Considerations Before Beginning Verification

There seems to be a robust enough landscape for formal verification that there are definitely some considerations to be made before starting. What should be considered before undertaking a new verification project?

I’ve seen there are a few routes to go for mechanical assistance, i.e. Isabelle, Coq, DAFNY… Does the fact that DAFNY incorporates verification into the semantics of the language strengthen or weaken it? Since Coq can be made to use classical logic, is there an advantage to either Isabelle or Coq.

Any other broad choices to make about application design that are not obvious from the outset?

If you can afford to, the main thing I would recommend is getting at least one person who has experience in verification into the team. Then pick whichever tool that person knows well – there are differences between the tools that matter, but experience in one tool matters much more.

If you are starting and learning from scratch, I’d say Dafny is the easiest to learn and the easiest to be productive with in the beginning, but it forces you to use a specific programming language and verification paradigm.

Spark/Ada if you’re into Ada is similar in that sense, but a bit older.

Coq and Isabelle can in theory support any language and verification method, but in practice unless you want to develop your own framework, there is mostly C and some smaller developments for other languages.

Coq and Isabelle are roughly equal in popularity overall, in the US probably Coq a bit more. In terms of expressive power for program verification, they are both the same. Coq has dependent types, Isabelle has better automation. If you are doing deep mathematics, Coq has the more expressive logic for that. In theory that matters, in practice not so much. If you take lists like this one you might even conclude the opposite. Both provers are successful in math and computer science applications.

I know of big companies successfully using Isabelle and Dafny for program verification, I don’t know any for Coq (I do know some that tried), but that is likely because I follow Isabelle more closely, they are probably out there.

Hey @gerwin.klein, thanks for the response! Very well balanced and insightful. That provides a great start.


▶ [Required work]
An exact copy of all the entries is needed, with no images in it.

▶ [Provided information]
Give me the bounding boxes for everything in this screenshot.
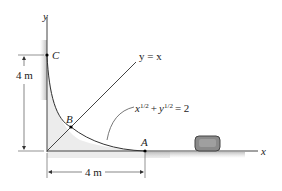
curve-label-leader [107, 107, 134, 140]
line-y-equals-x [47, 62, 136, 151]
ground-shading [145, 152, 245, 158]
curve-label-exp-x: 1/2 [140, 102, 149, 110]
crate-highlight [199, 139, 216, 147]
point-a-label: A [140, 136, 148, 148]
dim-h-arrow-right [140, 170, 144, 174]
point-b-marker [69, 125, 72, 128]
dim-v-arrow-top [22, 56, 26, 60]
point-c-label: C [52, 49, 60, 61]
curve-label: x1/2+y1/2= 2 [134, 102, 189, 114]
x-axis-label: x [260, 145, 266, 157]
point-b-label: B [66, 113, 73, 125]
curve-label-eq: = 2 [175, 102, 189, 114]
point-c-marker [45, 53, 48, 56]
dim-vertical-label: 4 m [16, 69, 33, 81]
curve-label-exp-y: 1/2 [164, 102, 173, 110]
diagram-canvas: y x C B A y = x x1/2+y1/2= 2 4 m 4 m [0, 0, 282, 191]
point-a-marker [143, 149, 146, 152]
wall-shading [40, 40, 47, 100]
line-label-text: y = x [139, 50, 162, 62]
y-axis-label: y [42, 10, 48, 22]
curve-label-plus: + [151, 102, 157, 114]
dim-v-arrow-bottom [22, 146, 26, 150]
dim-h-arrow-left [48, 170, 52, 174]
diagram-svg: y x C B A y = x x1/2+y1/2= 2 4 m 4 m [0, 0, 282, 191]
line-label: y = x [139, 50, 162, 62]
dim-horizontal-label: 4 m [85, 166, 102, 178]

▶ [Solved problem]
Give me the bounding boxes for everything in this screenshot.
curve-label-leader [107, 107, 134, 140]
line-y-equals-x [47, 62, 136, 151]
ground-shading [145, 152, 245, 158]
curve-label-exp-x: 1/2 [140, 102, 149, 110]
crate-highlight [199, 139, 216, 147]
point-a-label: A [140, 136, 148, 148]
dim-h-arrow-right [140, 170, 144, 174]
point-b-marker [69, 125, 72, 128]
dim-v-arrow-top [22, 56, 26, 60]
point-c-label: C [52, 49, 60, 61]
curve-label: x1/2+y1/2= 2 [134, 102, 189, 114]
x-axis-label: x [260, 145, 266, 157]
point-b-label: B [66, 113, 73, 125]
curve-label-eq: = 2 [175, 102, 189, 114]
point-c-marker [45, 53, 48, 56]
dim-vertical-label: 4 m [16, 69, 33, 81]
curve-label-exp-y: 1/2 [164, 102, 173, 110]
diagram-canvas: y x C B A y = x x1/2+y1/2= 2 4 m 4 m [0, 0, 282, 191]
point-a-marker [143, 149, 146, 152]
wall-shading [40, 40, 47, 100]
line-label-text: y = x [139, 50, 162, 62]
y-axis-label: y [42, 10, 48, 22]
curve-label-plus: + [151, 102, 157, 114]
dim-v-arrow-bottom [22, 146, 26, 150]
dim-h-arrow-left [48, 170, 52, 174]
diagram-svg: y x C B A y = x x1/2+y1/2= 2 4 m 4 m [0, 0, 282, 191]
line-label: y = x [139, 50, 162, 62]
dim-horizontal-label: 4 m [85, 166, 102, 178]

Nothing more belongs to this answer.